Bring up any said problem and I'll give you an efficient, robust, fast, simple and maintainable way to solve it in pure, native CSS (maybe even with further advantages!).
The time has come to embrace good ol' CSS again! Heheh.
Bring up any said problem and I'll give you an efficient, robust, fast, simple and maintainable way to solve it in pure, native CSS (maybe even with further advantages!).
The time has come to embrace good ol' CSS again! Heheh.
- layout: flex and grid are great solutions, Tailwind just makes them extremely easy to use. Flex and grid are barely unusable without first defining at least 4 or 5 helper classes, more likely a dozen. Tailwind just provides them and makes them easy to use. I never could remember the flex properties, I learned the Tailwind classes I needed in like half a day of practice
- mobile first design: Tailwind strongly encourages mobile first design if you want to do responsive design. It scared me at first because media queries are hard to manipulate in CSS. I've never made a responsive design page faster than with Tailwind, it's insane how easy it is
- dark mode: as simple as `dark:xxx`. The default and dark properties being close together is awesome. As with responsive design, Tailwind prefixes make it so easy to do what's painful in plain CSS
- defaults: having sane, overridable defaults for everything (sizes, colors, whatever) makes the code infinitely more consistent. You barely even need to think about real values, just how it looks, and you have less risk of defining slightly different classes for no reason
- no cascading: CSS cascading makes it hard to reason about styles, and easy to break unrelated components by mistake. It's solved with CSS modules (or even with BEM), but Tailwind just eliminates the problem
CSS has the solutions, it just doesn't make them easy to use.
2. You barely need media queries anymore for responsive design. Auto-adapting flex or grid containers and the use of clamp() reduced 90% of my media query usage. I usually use like 1 to 4 media queries in project (for master layout and responsive nav, for example). And there's a nice side effect to this type of intrinsic design : layout and type is way easier to optimize for every viewport! Mobile first design is really easy to approach in this way.
3. You can apply a dark mode by only switching a theme file with design tokens inside. Way lighter, way easier to read, does not clutter your codebase.
4. As a corollary to the previous point, the defaults you are talking about can be CSS custom properties defined in a theme file as I think, Tailwind 4 will do. You could then use the exact same defaults in native CSS.
5. Simple rules about CSS usage, enforced by Stylelint for example, can prevent the vast majority (and maybe all!) of the cascading problems you mention. Here are some rules and a Stylelint config I posted in a reply below: https://ecss.info. I've got a good track record with teamwork and this config.
CSS solutions may be really easy to use when approached properly. I'm happy to follow up with examples and/or reply to subsequent questions and thoughts!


- Problem to solve
Your answer must be the records below, given again exactly, with no pictures in it.

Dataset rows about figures
--------------------------------------------------

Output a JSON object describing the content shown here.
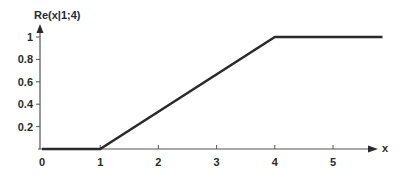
{
  "chart_data": {
    "type": "line",
    "title": "",
    "xlabel": "x",
    "ylabel": "Re(x|1;4)",
    "xlim": [
      0,
      5.85
    ],
    "ylim": [
      0,
      1
    ],
    "x_ticks": [
      0,
      1,
      2,
      3,
      4,
      5
    ],
    "x_tick_labels": [
      "0",
      "1",
      "2",
      "3",
      "4",
      "5"
    ],
    "y_ticks": [
      0.2,
      0.4,
      0.6,
      0.8,
      1
    ],
    "y_tick_labels": [
      "0.2",
      "0.4",
      "0.6",
      "0.8",
      "1"
    ],
    "grid": false,
    "legend": null,
    "series": [
      {
        "name": "Re(x|1;4)",
        "x": [
          0,
          1,
          4,
          5.85
        ],
        "y": [
          0,
          0,
          1,
          1
        ]
      }
    ]
  },
  "colors": {
    "axis": "#555555",
    "line": "#2a2a2a",
    "text": "#2a2a2a"
  }
}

--------------------------------------------------

- Answer to this exercise
Output a JSON object describing the content shown here.
{
  "chart_data": {
    "type": "line",
    "title": "",
    "xlabel": "x",
    "ylabel": "Re(x|1;4)",
    "xlim": [
      0,
      5.85
    ],
    "ylim": [
      0,
      1
    ],
    "x_ticks": [
      0,
      1,
      2,
      3,
      4,
      5
    ],
    "x_tick_labels": [
      "0",
      "1",
      "2",
      "3",
      "4",
      "5"
    ],
    "y_ticks": [
      0.2,
      0.4,
      0.6,
      0.8,
      1
    ],
    "y_tick_labels": [
      "0.2",
      "0.4",
      "0.6",
      "0.8",
      "1"
    ],
    "grid": false,
    "legend": null,
    "series": [
      {
        "name": "Re(x|1;4)",
        "x": [
          0,
          1,
          4,
          5.85
        ],
        "y": [
          0,
          0,
          1,
          1
        ]
      }
    ]
  },
  "colors": {
    "axis": "#555555",
    "line": "#2a2a2a",
    "text": "#2a2a2a"
  }
}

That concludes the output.